#### [Instructions for the task]
Exactly those lines that run from the one containing "Describe the element at coordinates (546, 313)" through the last line of the entries below should be printed, and no others.

Segment Start: Extracted material

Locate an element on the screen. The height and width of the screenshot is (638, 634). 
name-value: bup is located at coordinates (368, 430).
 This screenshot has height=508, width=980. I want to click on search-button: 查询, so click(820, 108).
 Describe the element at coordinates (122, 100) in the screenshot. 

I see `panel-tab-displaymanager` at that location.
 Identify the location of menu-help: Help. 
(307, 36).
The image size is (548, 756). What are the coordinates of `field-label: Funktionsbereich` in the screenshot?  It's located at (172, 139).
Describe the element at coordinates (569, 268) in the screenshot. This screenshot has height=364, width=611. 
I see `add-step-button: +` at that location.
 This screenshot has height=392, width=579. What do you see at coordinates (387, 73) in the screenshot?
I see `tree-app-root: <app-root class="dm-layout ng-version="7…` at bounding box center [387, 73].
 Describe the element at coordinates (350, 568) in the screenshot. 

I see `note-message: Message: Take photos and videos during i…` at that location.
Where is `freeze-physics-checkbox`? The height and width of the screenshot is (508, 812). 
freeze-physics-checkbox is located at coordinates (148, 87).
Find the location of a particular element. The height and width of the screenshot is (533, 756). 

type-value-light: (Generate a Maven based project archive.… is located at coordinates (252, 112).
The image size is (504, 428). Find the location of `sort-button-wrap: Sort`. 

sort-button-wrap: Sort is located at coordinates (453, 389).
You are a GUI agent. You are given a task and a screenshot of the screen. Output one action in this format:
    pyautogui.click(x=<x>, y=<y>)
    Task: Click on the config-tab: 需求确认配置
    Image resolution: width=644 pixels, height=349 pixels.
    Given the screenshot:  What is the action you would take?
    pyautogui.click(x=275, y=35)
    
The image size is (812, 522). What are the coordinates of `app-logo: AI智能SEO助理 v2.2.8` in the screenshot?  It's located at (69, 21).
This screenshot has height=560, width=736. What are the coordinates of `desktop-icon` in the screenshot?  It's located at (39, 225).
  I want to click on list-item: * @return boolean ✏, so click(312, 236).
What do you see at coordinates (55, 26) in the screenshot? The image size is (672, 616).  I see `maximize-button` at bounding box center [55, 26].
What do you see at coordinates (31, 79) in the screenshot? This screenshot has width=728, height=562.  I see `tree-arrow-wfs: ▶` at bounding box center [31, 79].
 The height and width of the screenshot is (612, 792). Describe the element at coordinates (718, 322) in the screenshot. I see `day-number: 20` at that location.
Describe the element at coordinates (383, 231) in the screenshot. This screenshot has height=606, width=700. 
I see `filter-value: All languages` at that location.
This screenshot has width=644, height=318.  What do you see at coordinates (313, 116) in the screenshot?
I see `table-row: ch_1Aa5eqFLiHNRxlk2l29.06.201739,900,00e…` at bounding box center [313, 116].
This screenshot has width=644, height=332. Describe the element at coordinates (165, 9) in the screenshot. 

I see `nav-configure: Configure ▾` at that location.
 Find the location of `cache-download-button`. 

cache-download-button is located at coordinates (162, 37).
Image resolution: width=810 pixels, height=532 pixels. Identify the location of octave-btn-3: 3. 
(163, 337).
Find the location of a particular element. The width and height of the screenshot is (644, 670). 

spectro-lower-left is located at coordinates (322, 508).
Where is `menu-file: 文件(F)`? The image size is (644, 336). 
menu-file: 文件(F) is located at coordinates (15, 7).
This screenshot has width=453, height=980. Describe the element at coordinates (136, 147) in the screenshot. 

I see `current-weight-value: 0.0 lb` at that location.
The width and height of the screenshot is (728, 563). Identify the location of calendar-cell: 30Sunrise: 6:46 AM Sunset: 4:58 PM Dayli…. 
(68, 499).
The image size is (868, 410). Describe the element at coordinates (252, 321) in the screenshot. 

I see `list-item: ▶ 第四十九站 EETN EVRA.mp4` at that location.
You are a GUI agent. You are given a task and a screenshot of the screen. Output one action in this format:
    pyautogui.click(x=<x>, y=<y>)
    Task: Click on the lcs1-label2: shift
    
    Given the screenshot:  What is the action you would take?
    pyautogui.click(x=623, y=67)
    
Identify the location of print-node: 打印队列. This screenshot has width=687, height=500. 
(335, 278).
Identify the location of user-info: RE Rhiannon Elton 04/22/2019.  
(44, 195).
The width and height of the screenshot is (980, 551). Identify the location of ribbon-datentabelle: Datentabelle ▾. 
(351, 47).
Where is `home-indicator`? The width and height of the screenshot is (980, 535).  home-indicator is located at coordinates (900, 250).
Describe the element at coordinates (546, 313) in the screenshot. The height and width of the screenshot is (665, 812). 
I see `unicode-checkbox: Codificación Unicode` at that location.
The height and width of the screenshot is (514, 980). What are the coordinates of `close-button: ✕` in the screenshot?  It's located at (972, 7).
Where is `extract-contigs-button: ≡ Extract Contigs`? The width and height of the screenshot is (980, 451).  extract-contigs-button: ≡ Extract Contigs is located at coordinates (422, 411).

Segment End: Extracted material

#### [Result of this task]
Describe the element at coordinates (546, 313) in the screenshot. The height and width of the screenshot is (665, 812). 
I see `unicode-checkbox: Codificación Unicode` at that location.
The height and width of the screenshot is (514, 980). What are the coordinates of `close-button: ✕` in the screenshot?  It's located at (972, 7).
Where is `extract-contigs-button: ≡ Extract Contigs`? The width and height of the screenshot is (980, 451).  extract-contigs-button: ≡ Extract Contigs is located at coordinates (422, 411).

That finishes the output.